Matt Frankel
👤 SpeakerAppearances Over Time
Podcast Appearances
These are pretty big profitable stocks.
At one point, Warren Buffett owned Freddie Mac, I believe.
He issued a memo in 2019 to develop a housing reform plan that included an end to the conservatorship.
And the Treasury then started allowing the two to start retaining significant profits.
I want to say it was about a $20 billion profit cap, above and beyond what was really needed to maintain enough capital to run.
In 2021, under President Biden, the profit sweep was ended altogether so they could really start accumulating money.
But both still remain under government conservatorship.
The biggest arguments in favor of keeping it there is that removing that could potentially destabilize the mortgage market at a time when interest rates are already high.
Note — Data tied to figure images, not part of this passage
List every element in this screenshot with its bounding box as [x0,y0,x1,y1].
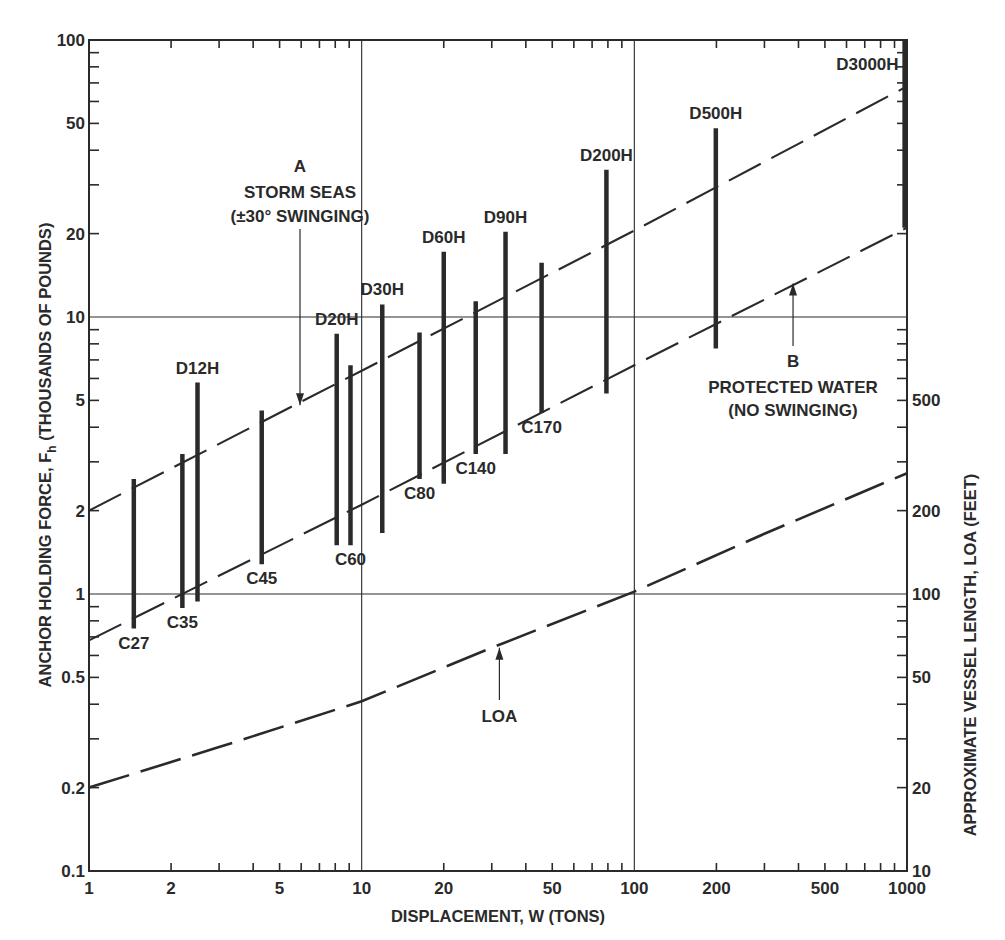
y-tick-label: 1 [76,585,85,604]
y2-axis-title: APPROXIMATE VESSEL LENGTH, LOA (FEET) [961,474,979,837]
anchor-label-c60: C60 [335,550,366,569]
y-tick-label: 50 [66,114,85,133]
anchor-range-bars: C27C35D12HC45D20HC60D30HC80D60HC140D90HC… [118,40,904,653]
y-tick-label: 2 [76,502,85,521]
anchor-label-d60h: D60H [422,228,465,247]
annotation-b-title: PROTECTED WATER [708,378,878,397]
y2-tick-label: 500 [912,391,940,410]
annotation-b-letter: B [787,352,799,371]
x-tick-label: 200 [702,879,730,898]
x-tick-label: 10 [352,879,371,898]
anchor-label-d500h: D500H [689,104,742,123]
annotation-b-subtitle: (NO SWINGING) [728,401,857,420]
annotation-a-subtitle: (±30° SWINGING) [231,207,370,226]
anchor-label-d3000h: D3000H [836,55,898,74]
annotation-loa-label: LOA [481,707,517,726]
anchor-label-c35: C35 [167,613,198,632]
x-tick-label: 1 [84,879,93,898]
axes [89,40,907,871]
y2-tick-label: 200 [912,502,940,521]
anchor-label-c27: C27 [118,634,149,653]
x-tick-label: 5 [275,879,284,898]
annotation-a-letter: A [294,157,306,176]
y2-tick-label: 10 [912,862,931,881]
y2-tick-label: 20 [912,779,931,798]
x-axis-title: DISPLACEMENT, W (TONS) [391,907,605,925]
x-tick-label: 100 [620,879,648,898]
x-tick-label: 1000 [888,879,926,898]
y-tick-label: 0.5 [61,668,85,687]
anchor-label-c80: C80 [404,484,435,503]
y-axis-title: ANCHOR HOLDING FORCE, Fh (THOUSANDS OF P… [36,223,59,688]
anchor-holding-force-chart: 12510205010020050010000.10.20.5125102050… [0,0,1005,940]
y2-tick-label: 100 [912,585,940,604]
y2-tick-label: 50 [912,668,931,687]
y-tick-label: 20 [66,225,85,244]
anchor-label-d12h: D12H [176,359,219,378]
plot-frame [89,40,907,871]
anchor-label-c45: C45 [246,569,277,588]
y-axis-title-subscript: h [45,445,59,452]
y-tick-label: 5 [76,391,85,410]
annotation-a-arrow-head [296,393,304,405]
anchor-label-d20h: D20H [315,310,358,329]
annotation-loa-arrow-head [495,648,503,660]
x-tick-label: 50 [543,879,562,898]
y-tick-label: 10 [66,308,85,327]
series-line-b [89,228,907,641]
annotation-a-title: STORM SEAS [244,183,356,202]
series-line-a [89,86,907,510]
x-tick-label: 2 [166,879,175,898]
annotations: ASTORM SEAS(±30° SWINGING)BPROTECTED WAT… [231,157,878,726]
y-axis-title-main: ANCHOR HOLDING FORCE, F [36,453,54,688]
data-series [89,86,907,787]
axis-ticks: 12510205010020050010000.10.20.5125102050… [57,31,941,898]
y-axis-title-tail: (THOUSANDS OF POUNDS) [36,223,54,446]
anchor-label-c170: C170 [521,418,562,437]
anchor-label-c140: C140 [455,459,496,478]
y-tick-label: 0.2 [61,779,85,798]
gridlines [89,40,907,871]
x-tick-label: 500 [811,879,839,898]
y-tick-label: 0.1 [61,862,85,881]
anchor-label-d200h: D200H [580,146,633,165]
anchor-label-d30h: D30H [361,280,404,299]
series-line-loa [89,473,907,787]
x-tick-label: 20 [434,879,453,898]
anchor-label-d90h: D90H [484,208,527,227]
y-tick-label: 100 [57,31,85,50]
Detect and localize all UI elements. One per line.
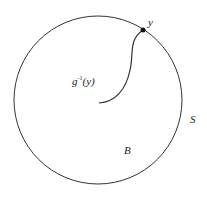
diagram-canvas: y g-1(y) S B bbox=[0, 0, 207, 197]
point-y-marker bbox=[141, 28, 146, 33]
boundary-label: S bbox=[190, 113, 196, 125]
ball-boundary-circle bbox=[14, 16, 182, 184]
point-label: y bbox=[147, 16, 153, 28]
preimage-curve bbox=[99, 30, 143, 103]
preimage-label: g-1(y) bbox=[72, 75, 95, 88]
ball-label: B bbox=[124, 144, 131, 156]
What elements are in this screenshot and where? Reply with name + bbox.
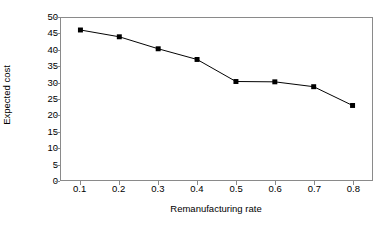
y-tick-mark [55, 115, 60, 116]
data-point-marker [311, 84, 316, 89]
y-tick-label: 30 [20, 78, 58, 88]
x-axis-label: Remanufacturing rate [56, 203, 376, 214]
data-point-marker [156, 46, 161, 51]
y-tick-label: 25 [20, 94, 58, 104]
y-tick-mark [55, 181, 60, 182]
y-tick-mark [55, 83, 60, 84]
data-point-marker [78, 28, 83, 33]
y-tick-label: 20 [20, 110, 58, 120]
data-point-marker [233, 79, 238, 84]
x-tick-mark [275, 181, 276, 185]
y-tick-label: 45 [20, 28, 58, 38]
y-tick-label: 10 [20, 143, 58, 153]
y-tick-label: 50 [20, 12, 58, 22]
y-tick-mark [55, 50, 60, 51]
x-tick-mark [197, 181, 198, 185]
x-tick-mark [314, 181, 315, 185]
x-tick-mark [80, 181, 81, 185]
data-point-marker [350, 103, 355, 108]
y-tick-mark [55, 66, 60, 67]
plot-area [60, 17, 373, 181]
x-tick-mark [119, 181, 120, 185]
y-tick-mark [55, 17, 60, 18]
data-point-marker [195, 57, 200, 62]
x-tick-mark [236, 181, 237, 185]
y-tick-mark [55, 33, 60, 34]
series-line [80, 30, 352, 105]
data-point-marker [272, 79, 277, 84]
y-tick-label: 35 [20, 61, 58, 71]
y-tick-mark [55, 132, 60, 133]
y-axis-label: Expected cost [0, 0, 14, 190]
y-tick-label: 40 [20, 45, 58, 55]
data-point-marker [117, 34, 122, 39]
series-line-plot [61, 18, 372, 180]
y-tick-mark [55, 148, 60, 149]
x-tick-mark [353, 181, 354, 185]
y-tick-label: 5 [20, 160, 58, 170]
x-axis-tick-labels: 0.10.20.30.40.50.60.70.8 [0, 183, 389, 199]
x-tick-mark [158, 181, 159, 185]
y-tick-mark [55, 99, 60, 100]
y-tick-label: 15 [20, 127, 58, 137]
chart-figure: Expected cost 05101520253035404550 0.10.… [0, 0, 389, 227]
y-tick-mark [55, 165, 60, 166]
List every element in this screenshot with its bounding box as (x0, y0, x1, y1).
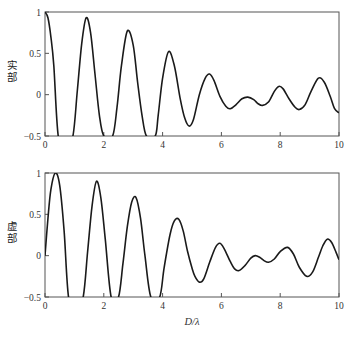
x-tick-label: 8 (278, 140, 283, 150)
x-tick-label: 4 (160, 301, 165, 311)
y-axis-label: 实部 (7, 59, 17, 83)
imaginary-part-curve (45, 173, 339, 318)
y-tick-label: 0 (36, 251, 41, 261)
chart-panel-real-part: 10.50−0.5 0246810 实部 (7, 8, 344, 153)
x-axis-ticks: 0246810 (43, 132, 344, 150)
x-tick-label: 4 (160, 140, 165, 150)
x-tick-label: 6 (219, 140, 224, 150)
x-axis-ticks: 0246810 (43, 293, 344, 311)
x-tick-label: 6 (219, 301, 224, 311)
x-axis-label: D/λ (183, 316, 200, 327)
y-tick-label: −0.5 (24, 293, 41, 303)
y-tick-label: −0.5 (24, 132, 41, 142)
x-tick-label: 0 (43, 140, 48, 150)
y-tick-label: 0 (36, 90, 41, 100)
x-tick-label: 2 (101, 140, 106, 150)
x-tick-label: 0 (43, 301, 48, 311)
x-tick-label: 2 (101, 301, 106, 311)
chart-panel-imaginary-part: 10.50−0.5 0246810 虚部 (7, 169, 344, 318)
y-tick-label: 0.5 (29, 210, 41, 220)
x-tick-label: 8 (278, 301, 283, 311)
y-tick-label: 0.5 (29, 49, 41, 59)
y-tick-label: 1 (36, 169, 41, 179)
real-part-curve (45, 12, 339, 153)
y-axis-label: 虚部 (7, 220, 17, 244)
figure: 10.50−0.5 0246810 实部 10.50−0.5 0246810 虚… (0, 0, 353, 339)
y-tick-label: 1 (36, 8, 41, 18)
x-tick-label: 10 (334, 301, 344, 311)
plot-frame (45, 12, 339, 136)
x-tick-label: 10 (334, 140, 344, 150)
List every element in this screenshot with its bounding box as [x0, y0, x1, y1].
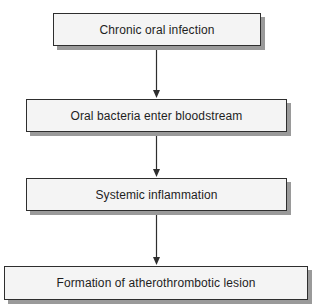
arrow-n1-to-n2: [153, 46, 160, 98]
arrow-n2-to-n3: [153, 132, 160, 177]
flow-node-chronic-oral-infection: Chronic oral infection: [53, 13, 261, 46]
flow-node-atherothrombotic-lesion: Formation of atherothrombotic lesion: [4, 266, 308, 300]
flow-arrows: [0, 0, 312, 307]
arrow-n3-to-n4: [153, 211, 160, 265]
flow-node-systemic-inflammation: Systemic inflammation: [26, 178, 287, 211]
flow-node-bacteria-enter-bloodstream: Oral bacteria enter bloodstream: [26, 99, 287, 132]
node-label: Formation of atherothrombotic lesion: [56, 276, 255, 290]
node-label: Chronic oral infection: [100, 23, 215, 37]
node-label: Systemic inflammation: [95, 188, 217, 202]
node-label: Oral bacteria enter bloodstream: [71, 109, 243, 123]
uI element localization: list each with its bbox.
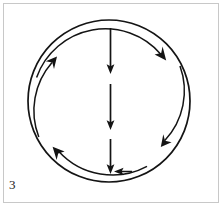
center-down-arrows-group [107, 28, 115, 174]
arc-bottom-right [165, 66, 185, 141]
arc-top-left [34, 63, 52, 137]
arrowhead-bottom-left-icon [53, 147, 65, 160]
figure-panel: 3 [0, 0, 223, 208]
outer-circle [28, 20, 190, 182]
inner-arrow-ring-group [34, 29, 184, 175]
arc-top-right [37, 29, 161, 78]
outer-circle-group [28, 20, 190, 182]
figure-number-label: 3 [9, 178, 16, 191]
arc-bottom-left [59, 151, 147, 175]
arrowhead-bottom-right-icon [161, 134, 172, 147]
circular-flow-diagram [0, 0, 223, 208]
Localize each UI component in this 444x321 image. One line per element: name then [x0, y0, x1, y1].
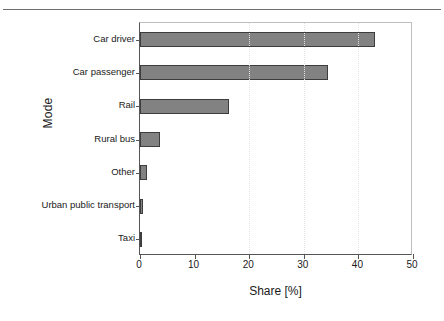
y-axis-tick [136, 40, 140, 41]
y-axis-tick [136, 140, 140, 141]
bar-row [140, 31, 411, 49]
bar-row [140, 197, 411, 215]
header-rule [3, 9, 441, 10]
figure: Mode Share [%] Car driverCar passengerRa… [0, 0, 444, 321]
bar [140, 199, 143, 214]
bar-row [140, 64, 411, 82]
y-axis-tick-label: Car passenger [73, 67, 135, 77]
gridline [304, 23, 305, 254]
bar [140, 99, 229, 114]
y-axis-tick [136, 73, 140, 74]
x-axis-tick-label: 0 [119, 259, 159, 270]
y-axis-tick [136, 106, 140, 107]
x-axis-tick-label: 10 [174, 259, 214, 270]
bar [140, 165, 147, 180]
x-axis-tick-label: 30 [283, 259, 323, 270]
plot-area [139, 22, 412, 255]
bar-row [140, 97, 411, 115]
y-axis-tick [136, 173, 140, 174]
y-axis-tick-label: Rail [119, 100, 135, 110]
y-axis-tick [136, 239, 140, 240]
x-axis-tick-label: 40 [337, 259, 377, 270]
x-axis-tick-label: 20 [228, 259, 268, 270]
bar [140, 32, 375, 47]
bar-row [140, 131, 411, 149]
bar [140, 132, 160, 147]
bar-row [140, 230, 411, 248]
y-axis-tick-label: Rural bus [94, 134, 135, 144]
y-axis-tick-label: Taxi [118, 233, 135, 243]
bar [140, 232, 142, 247]
y-axis-tick [136, 206, 140, 207]
y-axis-tick-label: Urban public transport [42, 200, 135, 210]
y-axis-tick-label: Other [111, 167, 135, 177]
x-axis-title: Share [%] [139, 284, 412, 298]
bar [140, 65, 328, 80]
x-axis-tick-label: 50 [392, 259, 432, 270]
y-axis-title: Mode [41, 73, 55, 153]
y-axis-tick-label: Car driver [93, 34, 135, 44]
gridline [358, 23, 359, 254]
bar-series [140, 23, 411, 254]
bar-row [140, 164, 411, 182]
gridline [249, 23, 250, 254]
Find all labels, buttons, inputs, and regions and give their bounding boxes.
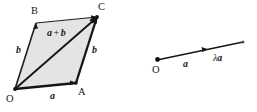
ray-label-scaled-vector: a [217, 52, 222, 63]
ray-origin-dot [155, 57, 160, 62]
edge-label-b-right: b [92, 45, 97, 55]
ray-label-lambda-a: λa [213, 53, 222, 63]
diagonal-label-term-b: b [61, 27, 66, 38]
vertex-dot-A [74, 81, 77, 84]
ray-arrowhead-icon [202, 47, 209, 52]
vertex-label-A: A [78, 87, 86, 98]
vertex-label-B: B [31, 6, 38, 17]
ray-endpoint-dot [242, 41, 245, 44]
diagonal-label-a-plus-b: a+b [47, 28, 66, 38]
vertex-dot-C [95, 15, 99, 19]
ray-label-a: a [183, 59, 188, 69]
ray-line [157, 42, 243, 60]
ray-origin-label-O: O [152, 65, 160, 76]
vertex-dot-O [13, 87, 17, 91]
edge-label-a-bottom: a [50, 91, 55, 101]
edge-label-b-left: b [16, 45, 21, 55]
vertex-label-C: C [98, 2, 105, 13]
vertex-label-O: O [6, 94, 14, 105]
diagonal-label-operator: + [52, 27, 61, 38]
vector-diagram-figure: B C O A b b a a+b O a λa [0, 0, 257, 112]
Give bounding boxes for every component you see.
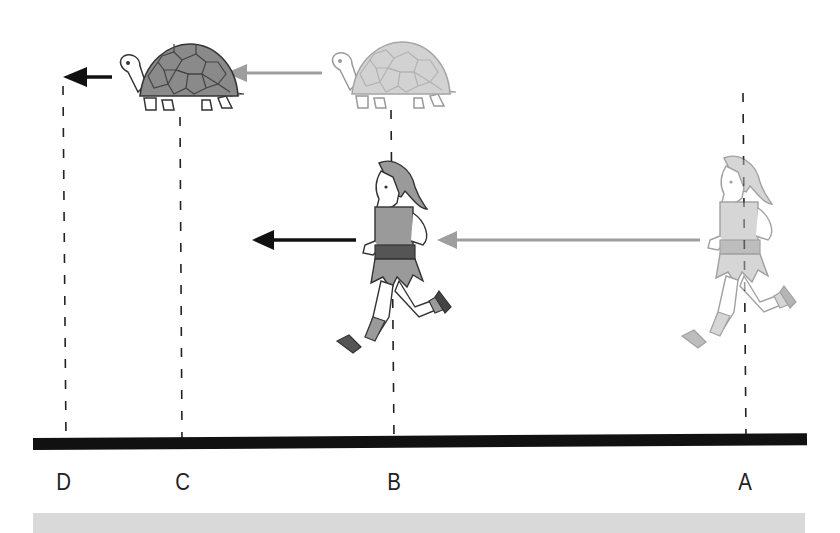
- runner-arrow-A-to-B: [437, 231, 700, 249]
- diagram-canvas: D C B A: [0, 0, 840, 533]
- tortoise-arrow-B-to-C: [226, 64, 322, 82]
- runner-current: [337, 161, 451, 353]
- position-label-A: A: [738, 468, 752, 496]
- guide-line-C: [180, 117, 182, 440]
- tortoise-current: [121, 44, 244, 110]
- tortoise-previous: [333, 42, 456, 108]
- guide-line-D: [63, 86, 66, 440]
- diagram-drawing: [0, 0, 840, 533]
- position-label-D: D: [56, 468, 71, 496]
- position-label-B: B: [387, 468, 401, 496]
- position-label-C: C: [175, 468, 190, 496]
- bottom-band: [33, 513, 805, 533]
- runner-previous: [682, 156, 796, 348]
- runner-arrow-ahead: [252, 230, 356, 250]
- tortoise-arrow-to-D: [63, 67, 112, 87]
They've been accumulating capital, but the U.S.
mortgage market is huge.
They need a big capital buffer, and there's an argument that they don't have the ideal capital levels yet.
But as recently as last summer, the President met with bank CEOs to discuss an IPO of the two, which would raise up to $30 billion.
Not quite an Elon Musk IPO, but a pretty big one.
So, Ackman started accumulating shares relatively early in the conservatorship period, around 2012, which is actually when I started writing about Fannie and Freddie for The Motley Fool.
He's already sitting on some pretty decent gains, maybe not for a 13-year investment.
His cost basis was about $229 a share for Fannie, for example.
It currently trades for about $6 a share.
But he's estimated before that it could be worth at least $34 or potentially much more if the conservatorship ended.
It's a long-term bet that this would eventually happen.
That's where he's talking about Fannie and Freddie.